Minimizing bias requires a thorough understanding of the British Government and how it operates to interpret Revolutionary events in North America fully. Will Monk provides a concise overview in an article published in the Journal of the American Revolution.
Primary Sources
Baule, Steven M., and Stephen Gilbert. British Army Officers Who Served in the American Revolution, 1775-1783. Westminster, Md: Heritage Books, 2004.
K. G. Davies, el al, eds. Documents of the American Revolution, 1770-1783: Colonial Office Series. 21 vols. Shannon: Irish University Press, 1972.
Murdoch, David Hamilton, ed. Rebellion in America: A Contemporary British Viewpoint, 1765-1783. Santa Barbara, Calif: Clio Books, 1979.
Reprints from Britain’s Annual Register. An excellent source for the popular view of the American War for Independence among the British populace.
Secondary Source
Bowler, Arthur R. Logistics and the Failure of the British Army in America. Princeton, N.J: Princeton University Press, 1975.
Butler, Lewis. The Annals of the King’s Royal Rifle Corps. London: Smith, Elder & Co., 1913.
Curtis, Edward E. The Organization of the British Army in the American Revolution. Gansevoort, N.Y.: Corner House Historical Publications, 1998.
Derry, John Wesley. English Politics and the American Revolution. London: J.M. Dent and sons, 1976.
Edelson, S. Max. The New Map of Empire: How Britain Imagined America before Independence. Cambridge, Massachusetts: Harvard University Press, 2017.
Fortescue, John. The War of Independence: The British Army in North America, 1775 – 1783. Original 1911. London: Greenhill Books, 2001.
Gilchrist, Marianne McLeod. Patrick Ferguson: “A Man of Some Genius.” Edinburgh: NMS Enterprises, 2003.
Hagist, Don N. British Soldiers, American War: Voices of the American Revolution. Yardley, PA: Westholme, 2012.
Hagist, Don N. Noble Volunteers: The British Soldiers Who Fought the American Revolution. Yardley, PA: Westholme Publishing, 2020.
The vast predominance of books on the American Revolution are written from an “American Patriot” or Rebel perspective. As a result, historians regularly repeat misleading myths about the British soldiers acting as rapacious and brutal “bloody-backs” or “lobsters”. Through years of detailed research of regimental muster rolls and orderly books, Don N. Hagist dispels these myths. First a substantial percentage of soldiers in the British Army were not British but hailed from many parts of Europe and the Americas. Hagist provides another myth-busting example. British soldiers were predominantly literate and often read classical literature for recreation. Further, his book demonstrates that the British soldiers fought valiantly for the cause they espoused and the experiences of British soldiers are just as interesting as those of the Continental Army.
Hargreaves, Reginald. The Bloodybacks – The British Servicemen in North America and the Caribbean 1655-1783. London: Rupert Hart-Davis, 1968.
Johnson, Donald F. Occupied America: British Military Rule and the Experience of Revolution. Early American Studies. Philadelphia: University of Pennsylvania Press, 2020.
There are numerous accounts of life for non-combatants during the rebellion. However, Donald F. Johnson’s new book is the first account of the experiences of the civilian population under British military rule. He posits that poor leadership and many miscalculations turned the local populous under military rule more against the British, that did “taxation without representation.” Johnson describes the British military administration in New York, Philadelphia, Charlestown and other areas held by the British. Only in Georgia did the British have a short-term measure of success in reestablishing a civilian government loyal to the Crown. Other locations operated as extended military camps in which civilians were neither given rights nor a voice in government. He cites this lack of a loyal civilian government as a major reason for the failure of the British to put down the rebellion.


#### REQUIREMENT:
Keep every line in which "lines" occurs and drop the rest of the data.

Dataset listings of figures

• • • • •

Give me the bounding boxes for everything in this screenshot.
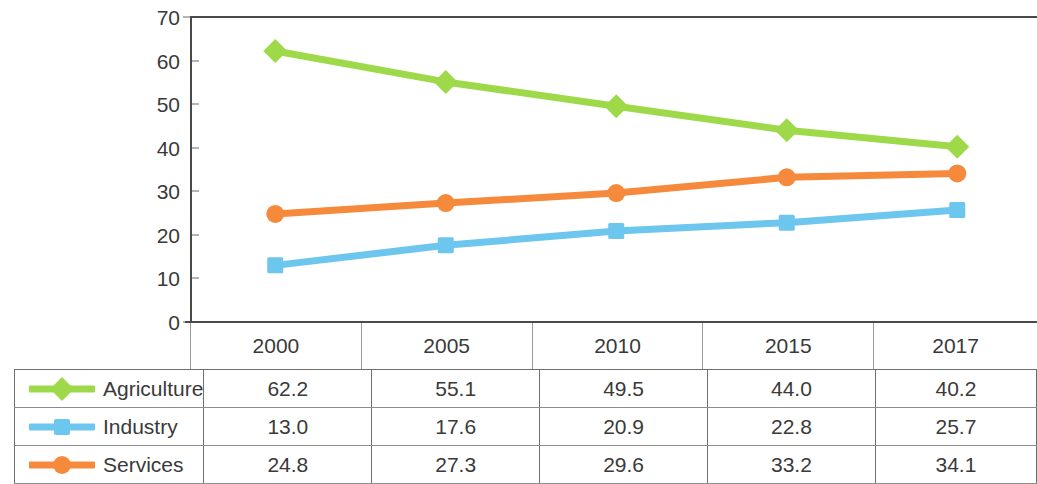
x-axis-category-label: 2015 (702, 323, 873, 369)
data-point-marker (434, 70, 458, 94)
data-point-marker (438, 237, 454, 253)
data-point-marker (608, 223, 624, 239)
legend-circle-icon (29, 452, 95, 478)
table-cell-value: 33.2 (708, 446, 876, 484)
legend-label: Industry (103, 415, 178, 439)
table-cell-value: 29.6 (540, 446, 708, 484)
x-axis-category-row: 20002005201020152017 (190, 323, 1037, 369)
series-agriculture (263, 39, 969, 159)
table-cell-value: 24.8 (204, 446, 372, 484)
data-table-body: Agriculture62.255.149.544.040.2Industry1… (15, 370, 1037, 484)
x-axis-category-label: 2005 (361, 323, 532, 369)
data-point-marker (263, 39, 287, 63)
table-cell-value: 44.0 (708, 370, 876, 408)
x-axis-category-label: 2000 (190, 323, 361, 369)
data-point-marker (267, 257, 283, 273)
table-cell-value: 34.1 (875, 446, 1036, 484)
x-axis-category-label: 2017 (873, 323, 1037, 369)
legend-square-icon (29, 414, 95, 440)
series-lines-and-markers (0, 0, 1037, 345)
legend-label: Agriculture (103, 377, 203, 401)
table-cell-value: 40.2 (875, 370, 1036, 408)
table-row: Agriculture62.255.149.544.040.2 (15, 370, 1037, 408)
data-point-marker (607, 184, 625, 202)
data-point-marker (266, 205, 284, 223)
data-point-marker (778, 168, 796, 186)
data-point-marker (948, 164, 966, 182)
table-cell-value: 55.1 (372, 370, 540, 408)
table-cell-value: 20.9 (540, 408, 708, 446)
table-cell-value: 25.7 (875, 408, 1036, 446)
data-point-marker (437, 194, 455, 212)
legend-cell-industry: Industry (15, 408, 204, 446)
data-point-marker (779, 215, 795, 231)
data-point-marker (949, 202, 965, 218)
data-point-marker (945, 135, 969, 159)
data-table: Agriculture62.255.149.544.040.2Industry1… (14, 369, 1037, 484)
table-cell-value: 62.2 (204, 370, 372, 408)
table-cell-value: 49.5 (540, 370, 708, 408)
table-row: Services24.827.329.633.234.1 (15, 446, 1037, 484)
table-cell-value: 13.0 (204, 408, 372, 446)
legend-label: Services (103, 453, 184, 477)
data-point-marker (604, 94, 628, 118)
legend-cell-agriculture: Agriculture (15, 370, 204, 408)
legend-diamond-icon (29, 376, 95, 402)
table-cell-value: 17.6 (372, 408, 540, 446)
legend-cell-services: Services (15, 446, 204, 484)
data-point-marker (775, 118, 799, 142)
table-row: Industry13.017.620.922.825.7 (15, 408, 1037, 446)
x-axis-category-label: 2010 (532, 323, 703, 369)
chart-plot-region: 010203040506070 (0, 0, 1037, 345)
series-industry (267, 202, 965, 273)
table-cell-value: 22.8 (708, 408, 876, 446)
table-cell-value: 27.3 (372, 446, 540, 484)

• • • • •

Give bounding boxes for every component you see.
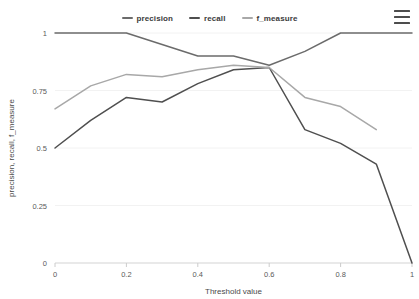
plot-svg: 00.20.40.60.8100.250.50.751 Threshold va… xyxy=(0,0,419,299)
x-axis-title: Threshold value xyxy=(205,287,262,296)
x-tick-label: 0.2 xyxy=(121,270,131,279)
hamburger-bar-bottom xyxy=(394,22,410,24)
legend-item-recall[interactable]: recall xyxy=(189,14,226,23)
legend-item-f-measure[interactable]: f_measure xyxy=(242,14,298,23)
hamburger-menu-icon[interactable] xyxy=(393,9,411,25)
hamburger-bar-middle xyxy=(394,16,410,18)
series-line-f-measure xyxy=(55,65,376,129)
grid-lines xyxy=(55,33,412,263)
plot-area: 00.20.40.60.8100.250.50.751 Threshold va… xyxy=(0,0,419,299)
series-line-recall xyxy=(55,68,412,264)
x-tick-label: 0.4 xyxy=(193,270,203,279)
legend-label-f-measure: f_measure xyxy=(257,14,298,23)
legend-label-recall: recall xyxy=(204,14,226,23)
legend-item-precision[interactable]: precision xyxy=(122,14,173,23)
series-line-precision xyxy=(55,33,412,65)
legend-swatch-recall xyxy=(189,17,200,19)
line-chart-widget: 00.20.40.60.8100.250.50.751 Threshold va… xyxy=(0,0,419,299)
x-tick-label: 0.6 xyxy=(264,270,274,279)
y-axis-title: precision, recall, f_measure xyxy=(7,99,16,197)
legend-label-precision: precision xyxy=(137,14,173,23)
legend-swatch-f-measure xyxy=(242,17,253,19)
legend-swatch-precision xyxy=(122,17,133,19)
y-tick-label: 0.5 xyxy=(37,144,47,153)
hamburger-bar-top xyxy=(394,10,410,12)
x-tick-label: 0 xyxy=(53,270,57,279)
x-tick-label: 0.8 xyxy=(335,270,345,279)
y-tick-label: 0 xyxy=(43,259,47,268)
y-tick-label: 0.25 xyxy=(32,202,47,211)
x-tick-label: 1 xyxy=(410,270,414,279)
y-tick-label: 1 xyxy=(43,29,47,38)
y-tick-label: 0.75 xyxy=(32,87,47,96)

• • • • •

#### EXERCISE OUTPUT:
series-lines-and-markers (0, 0, 1037, 345)
grid-lines xyxy=(55,33,412,263)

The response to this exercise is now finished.